My life, in the month after some arsehole engaged in his own fantasy - I'm two degrees removed, mind you - is working out how to explain this stuff to my kids, thanking my stars that they're too young to go on the internet, and reviewing the lockdown plans at my kids' preschool. (H&S rep etc) Oh yeah, and trying to think of the right way to talk to my co-workers who are only one degree removed; and having a friend talk about how she doesn't know how to deal with her best friend's husband who's getting disturbingly keen on the NRA. Just the usual, right.
I can't deal with the Batman fantasy anymore. It's about people choosing to brood and getting to feel like that's somehow laudable.
no subject
Date: 2019-04-12 08:53 pm (UTC)no subject
Date: 2019-04-12 07:18 am (UTC)I'm the biggest Bat-fan. Always have been, always will be. One of the main reasons I admire him is because he is only a human, but despite this (and I'm thinking here of the Justice League more than anything), everyone's afraid of him because he is just that more amazing. Like Cat said,he works *unbelievably hard* at being that scary, and I personally don't see that as a cop out. But that's just me.
Also the tone, for want of a better word, of Batman has changed drastically over the 80 odd years he's been at it. Initially, he was much more jovial and less punchy, but over the years he's gotten more dark and more punchy. Is that good? Now that you mention it - probably not, but there you go.
That's my 2 cents worth If I have worded it a bit bluntly, please don't be offended, because that was never the intent :-). Now that you talk about him in that light though, it would be interesting to see what sort of character would be drawn if he was to take the path you mention.
Joseph :D
P.S I've been working in a supermarket for 15 years now, and I'm drawing a great sigh of relief now that Easter is almost over. It is supposed to be a great religious and cultural event, but to me at my point in life it's just a way for my employers to make pots of cash.

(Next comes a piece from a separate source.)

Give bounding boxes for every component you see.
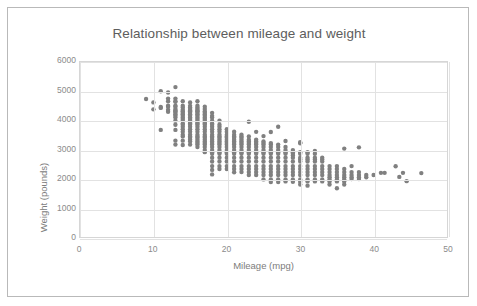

At some point I'm going to have to stop and rediscover what the fuss was all about in the first place. Ah, the cynic in me...
no subject
Date: 2019-04-12 08:22 pm (UTC)"Initially, he was much more jovial and less punchy, but over the years he's gotten more dark and more punchy."
Yeah, I could say that sense of joviality is well and truly gone, but along the way, to me as reader, when that got lost so did a sense of internal goodness. I'll be glad when the comics industry pulls its collective head out of its arse and lightens up some.
Hugs
no subject
Date: 2019-04-12 10:11 pm (UTC)Lighten up? For sure! That's something that really does need to happen, and it won't be too soon. In Bruce Wayne's defense, it is within his character to lighten up, so let's see if something positive can happen.